I had called over to Cutting Edge and left a message on the answering machine for Derek asking him to stay put in case we needed him. Curran had saved him when Derek’s family went loup, and the young werewolf was completely devoted to him.
“I’ve been thinking,” I said.
“Should I be worried?” Curran asked.
“I would’ve thought Derek would separate with us. I understand why Barabas didn’t—he loves practicing law—but Derek has been working for Cutting Edge since the start.”
“It’s not really a topic I can bring up,” Curran said. “It’s a personal decision for each individual involved. There can’t be any pressure one way or the other. Jim can’t offer them incentives to stay and I can’t use their emotional loyalty to pressure them into leaving.”
It made sense, I suppose.
We combed the parking lot, predictably didn’t find the Tahoe, and headed for the Guild building.
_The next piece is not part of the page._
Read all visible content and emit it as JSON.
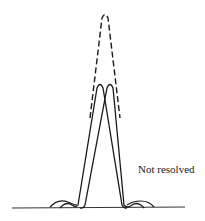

The heavy iron gates stood wide open. Nobody met us in the lobby. I checked the sign-in ledger resting on the metal table. Eduardo had signed in on Monday, February 28. There was no sign-in for Tuesday, March 1.
“He didn’t make it to the Guild yesterday,” I said.
Curran inhaled the air and grimaced.
“What?”
“It smells like a garbage dump. I get hints of his scent, but they’re old. I’d say at least fifty hours or so.”
Fifty hours was consistent with our time line. If Eduardo called George at seven thirty on Monday, he probably got down to the Guild an hour or two later.
Curran and I passed through a large wooden door and entered the inner hall. The hotel was built as a hollow tower with an open atrium at its center. Terraced balconies, one for each floor, lined the inner walls, allowing access to individual rooms.
In its other life, the hotel had been beautiful, all light stone, expensive wood, and elevators with transparent walls. It was way before my time, but I’d seen some old pictures that showed the lobby as an oasis of greenery, complete with a koi stream where fat orange-and-white fish drifted gently beneath the lily pads. A trendy coffee shop had occupied one corner, next to it a raised area had been set out for happy-hour patrons, and an upscale restaurant had offered lobster and steak. All of that was gone now. The coffee shop, koi, and greenery had vanished without a trace. The restaurant had evolved into a mess hall, offering cheap but decent food to hungry mercs coming off long jobs, and the raised area that was once the happy-hour hangout housed the Clerk’s desk and a big job board behind him.